18 Apr 2010

Vast Microbial Diversity of Carnivorous Pitcher Plant Uncovered


Sarracenia alata flowers. (Credit: Photo by Noah Elhardt / Courtesy of Wikimedia Commons)

From ScienceDaily (Mar. 29, 2010) — The microbial ecosystem inside the carnivorous pitcher plant is vastly more diverse than previously thought, according to research published in the March 2010 issue of the journal Applied and Environmental Microbiology.

 

Researchers from Louisiana State University used genomic fingerprinting technology to assess the bacterial diversity inside leaves of Sarracenia alata, commonly known as the pitcher plant. A pitcher plant is a carnivorous plant that lives in nitrogen poor soil augmenting the inadequate nitrogen by trapping and digesting insects. It has tubular shaped leaves that contain a liquid that is used for digestion. Over the past 35 years studying these plants using traditional culture-based methods, scientists have only identified 20 distinct bacteria in the pitcher.

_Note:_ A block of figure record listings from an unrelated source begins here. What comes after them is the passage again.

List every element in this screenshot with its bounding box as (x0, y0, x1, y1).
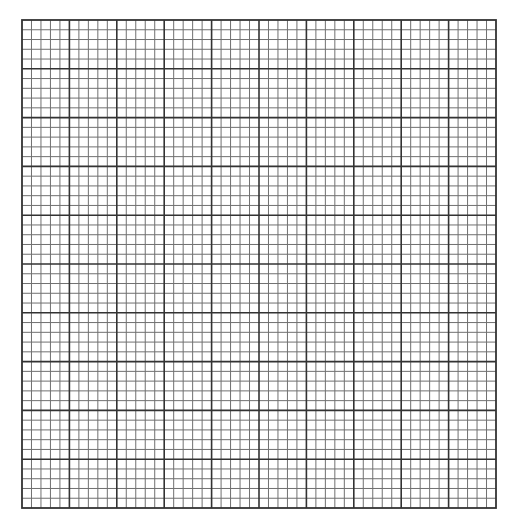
graph-paper-grid (21, 19, 497, 509)
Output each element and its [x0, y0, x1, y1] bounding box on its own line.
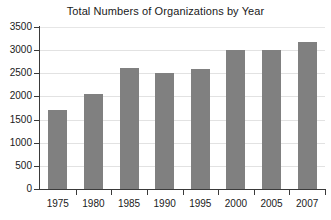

"The microbial richness associated with the pitcher fluid from Sarracenia alata is high, with more than 1,000 phylogroups identified across at least seven phyla and over 50 families," say the researchers, who studied 10 plants in a Louisiana wildlife management area for 5 months during the spring and summer of 2009.

The researchers noted as well that approximately a third of all the bacteria were unidentifiable. They also observed that not only were the bacterial populations distinctly different from nearby soil samples, they started out different in each plant but over time they became more similar to one another.

"These findings indicate that the bacteria associated with pitcher plant leaves are far from random assemblages and represent an important step toward understanding this unique plant-microbe interaction," say the researchers.